Raiders Take Step Towards Vegas, But One Wild Card to Consider

It is now time for Oakland Raiders fans to get less comfortable about the continued existence of the Oakland Raiders.

This is less than becoming resigned to losing them outright, because the National Football League and the political structures of the state of Nevada and the city of San Diego, plus the landlording power of Stan Kroenke and the indecisive soul of Dean Spanos, are all variables that have not yet shown their hands.

But with the news that the Southern Nevada Tourism Infrastructure Committee recommended legislative approval of a $750 million public money commitment to a new stadium that would pave and even gild the way toward the Raiders leaving for The Strip on the January stage.

The recommendation was a considerable hurdle because the money request was structured in such a way that the public at large doesn't get to vote on the proposal. Instead, the state legislature will vote (and is expected to approve) and then send it on to Governor Brian Sandoval (who is expected to sign it).

At that point, the Raiders will have only one obstacle yet to clear before their midnight ride down Highway 99. The January NFL owners meeting.

As we know, the owners are not automatically disposed to do Mark Davis any favors, given the fact that they used him as a passenger-side floor mat during the meeting that greenlighted the Rams to move to Los Angeles rather than the Raiders and Chargers to Carson. They all but told Davis, in fact, "To us, your happiness is Job 38,108."

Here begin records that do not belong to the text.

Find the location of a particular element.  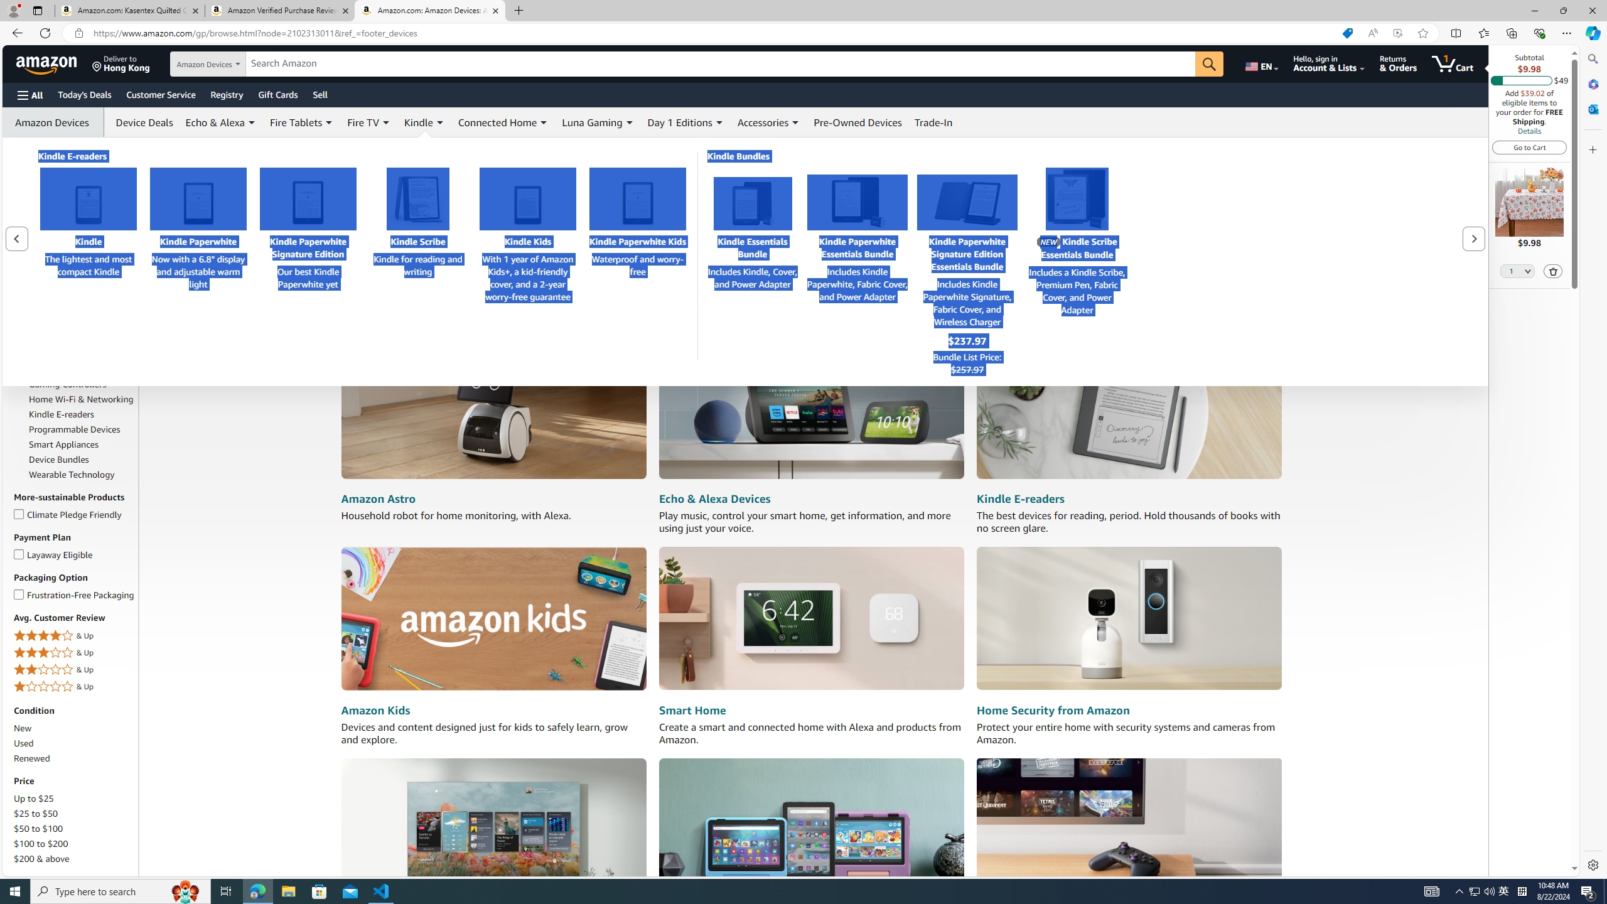

Expand Echo & Alexa is located at coordinates (251, 122).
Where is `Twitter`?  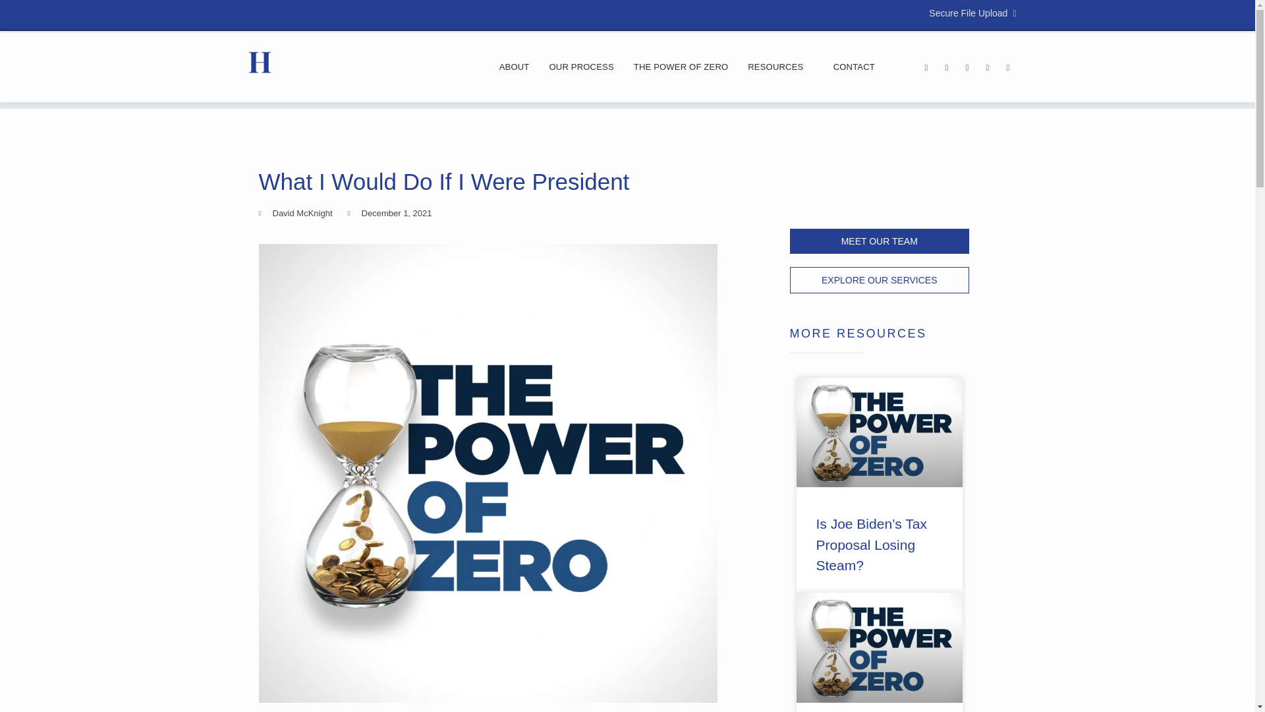
Twitter is located at coordinates (988, 67).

So a vote to let the Raiders go to Las Vegas would have to clear the hurdles of the men who stood in Davis' way in January, most notably Jerry Jones, Paul Allen, Danny Snyder, Jeff Lurie and, well, Kroenke. Jones has said publicly he supports the idea of an NFL team in Las Vegas, and this would seem to indicate that he would be willing not only to vote for the Raiders' relocation but whip votes as he did for Kroenke before last January's vote.

But the wild card – and there always is one – is whether the owners want to do Davis a solid when he really has only money to promise in return. And if they hesitate, as they did in January, they would need to find another team to take the Vegas spot instead of the Raiders and leave Davis more convinced than ever that his 31 partners really do hate his guts.

The two obvious choices would be the Jacksonville Jaguars, where owner Shahid Khan's original goal, to move the Jags to London, seems pretty well dead, and the Chargers, who are going to be told in November that the voters will not approve a massive tax to help build a new stadium in San Diego. Spanos entered into a partnership with Davis once, found out that Davis was his biggest obstacle to approval, and took a humiliating defeat for that decision.

If Spanos is rebuffed, he has three choices – to pick up his option in Los Angeles against his better judgment and learn to be owned by Kroenke, to stay in San Diego without leverage forever and ever, or to do something particularly underhanded (well, except by NFL ownership standards) and make himself available for relocation to Las Vegas.

He could get that vote, because one of the other takeaways from the January meeting was that a lot of owners who voted for Kroenke felt bad for doing Spanos as they did. But Spanos would also have to decide if Vegas is worth it to him, because he wouldn't have the movable fan base Davis would, so he would have to build interest from scratch. And he would have to pick up the (believed to be) $500 million relocation fee and contribute to the new stadium in Las Vegas. That's a lot of jack to compete with the people who own Blackjack.

So there are still maneuvers to be maneuvered, arms to be twisted, billionaires to be schmoozed and promises to be broken before anyone can say the Oakland Raiders are about to become the Las Vegas Raiders. But Thursday's committee recommendation did nothing to deter people from thinking that that's the way the desert wind is blowing.